The conclusion of The Ladder of Divine Ascent contains a synthesis of this work in words that the author attributes to God himself: “May this ladder teach you the spiritual disposition for virtue! I am at the top of this ladder, as my great pupil, St. Paul, says: ‘So faith, hope, love remain, these three; but the greatest of these is love (1 Corinthians 13:13)’” (30, 18; 1160).


Lessons for Us Today

Some last questions are raised at this point: Does this work, written by a hermit and a monk who lived 1,400 years ago, still have something to say to us today? Can the life’s journey of a man who lived his whole life on Mount Sinai in the distant past have any relevance for us today?

At first glance, it might seem that the answer is No, because John Climacus is too remote from us today. But if we look closer, we see that the monastic life is merely a good symbol for the baptismal life, for the life of a Christian. In a sense, it reveals in large letters what we write day after day in fine print.

It is a prophetic symbol that reveals what it means to live as a baptized person in communion with Christ, with his death and his resurrection. It is particularly important for me that the top of the “ladder” — the last steps — are at the same time those initial, fundamental and simple virtues of faith, hope and love. These virtues are not merely accessible to the heroes of moral tales; they are a gift from God for all baptized people. Our life grows in and with these virtues.

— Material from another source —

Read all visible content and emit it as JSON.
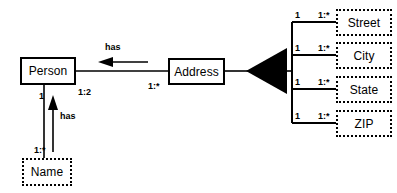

The beginning is also the end. The departure point is also the arrival point. The entire path leads to faith, hope and charity, which are a more radical and ever-growing reality.

The entire ascent is present in these virtues. Faith is of fundamental importance because this virtue implies that I give up my arrogance — my own thoughts — as well as any claim to judge for myself without recourse to others. This path to humility, towards spiritual infancy, is necessary. It requires us to overcome any arrogance, whereby we say, “I know better — in my own time, during this 21st century — than all those could have ever known at that time.”

Instead, we have to entrust ourselves only to sacred Scripture, in the word of the Lord, and, in humility, look toward the horizon of faith so as to enter the immensity of this universe, of God’s world. In this way, our spirit — the sensitivity of our hearts to God — will grow.

John Climacus rightly tells us that only hope can make us capable of living in charity — the hope with which we transcend everyday things, not expecting success during our days here on earth, but awaiting, in the end, the revelation of God himself.

It is only by expanding our spirit, by transcending ourselves, that our lives become great and that we are able to sustain the difficulties and the disappointments of daily life — and that we can be good to others without expecting a reward in return.

Only if there is God, that great hope to which I am drawn, can I take the little steps in my daily life that enable me to learn to love.

The mystery of prayer, of personal knowledge of Jesus — simple prayer that aims only to touch the heart of the divine Teacher — is hidden in charity. In this way, our own heart opens up and learns goodness directly from him — from his love.

Let us make use, then, of this “ladder” of faith, hope and charity. In this way, we can attain true life.